A New CPU Frequency Milestone at 9206 MHz
Overclocker wytiwx has pushed the Intel Core i9-14900KF to an unprecedented 9206.34 MHz clock speed, setting a new CPU overclocking record and becoming the first documented submission to pass the 9.2 GHz barrier. The run was verified on HWBOT and currently tops a global ranking list with more than 16,000 submitted entries, securing first place both overall and within the Intel Core i9-14900KF tier. To reach this 9206 MHz clock speed, the chip ran only on its performance cores, with seven cores and seven threads enabled according to the submission details. This figure represents roughly 170% of the processor’s reported clock in the submission and far exceeds Intel’s official maximum turbo frequency of 6 GHz for the Core i9-14900KF. It is the highest recorded CPU frequency to date, edging past previous 9+ GHz results from other 14th Gen Intel desktop chips.

Inside the Record-Breaking Intel Core i9-14900KF Setup
The record was achieved on an ASUS ROG Maximus Z790 Apex motherboard, a board designed specifically for extreme overclocking, paired with 16 GB of DDR5 SDRAM reportedly running at DDR5-5792 with CL32 timings. The platform used Intel’s Z790 chipset and an ASUS ROG Thor 1600W power supply to deliver the high, stable power required at extreme frequencies. Only the performance cores of the Intel Core i9-14900KF were active, with seven cores and seven threads enabled, helping reduce thermal and power demands while chasing the maximum possible frequency on a single core. The processor itself is a 24-core, 32-thread Raptor Lake Refresh part featuring eight performance cores and sixteen efficiency cores, 36 MB of Intel Smart Cache, 32 MB of L2 cache, a 125W base power rating, and 253W maximum turbo power. In stock form, it already ships with a 6.0 GHz turbo, highlighting how far beyond specification this record goes.
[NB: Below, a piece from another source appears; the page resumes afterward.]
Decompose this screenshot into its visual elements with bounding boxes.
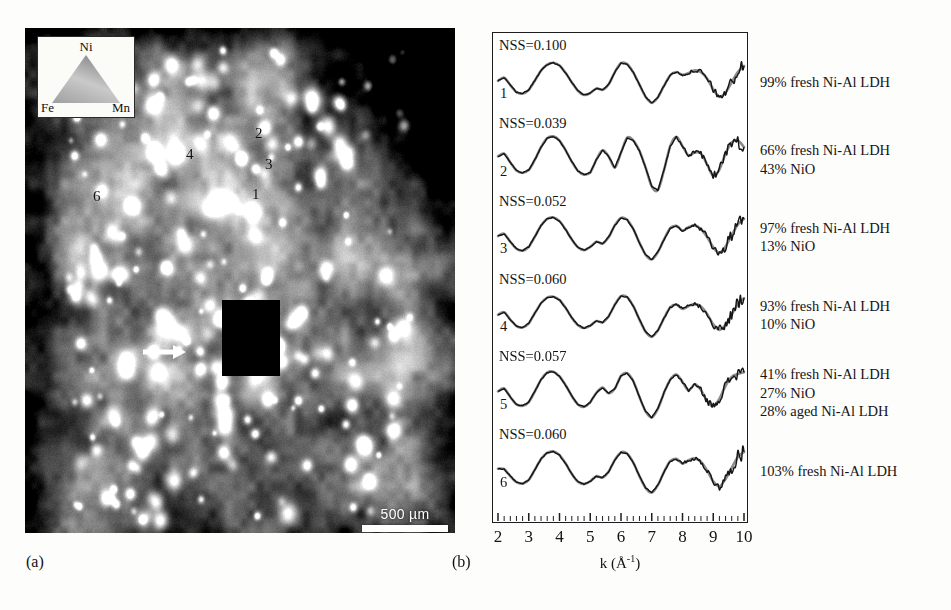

Liquid Helium Cooling and the Realities of Extreme Overclocking
Reaching 9206 MHz on the Intel Core i9-14900KF required extreme overclocking techniques far removed from everyday desktop usage. Wytiwx relied on liquid helium cooling, which can drop temperatures far below liquid nitrogen, to maintain a deeply sub-zero environment around the CPU. Thermal Grizzly Kryonaut Extreme thermal paste was used to transfer heat from the processor into a massive container, while a separate custom air cooling setup kept the motherboard at safe operating temperatures. The chip reportedly ran at 1.348V during the record run, and the entire configuration demanded a carefully tuned electrical setup capable of handling high transient loads without instability. Such a bench environment is highly specialized, often involving open test platforms, insulation against condensation, and constant monitoring. This record showcases what the underlying silicon can do under idealized, laboratory-like conditions rather than setting expectations for conventional cooling or case-bound gaming PCs.
Why 9.2 GHz Matters for Enthusiasts but Not Everyday Users
For the enthusiast community, the Intel Core i9-14900KF’s 9206 MHz clock speed is a landmark achievement that pushes the boundaries of CPU design and manufacturing. It demonstrates the headroom available in Intel’s 14th Gen Raptor Lake Refresh silicon and cements these chips at the top of the HWBOT frequency charts, ahead of previous Intel and AMD records, including AMD’s FX-8370 result. However, this extreme overclocking record does not translate into everyday performance gains for mainstream users. Achieving such speeds compromises core count, requires exotic liquid helium cooling, and depends on delicate tuning that cannot be sustained in normal workloads or enclosures. For most users, the significance lies in validation that the architecture is robust and that more modest overclocks on air or liquid cooling are well within safe limits. In practical terms, gamers and creators will still rely on multi-core performance, efficiency, and stability rather than headline-grabbing frequency figures.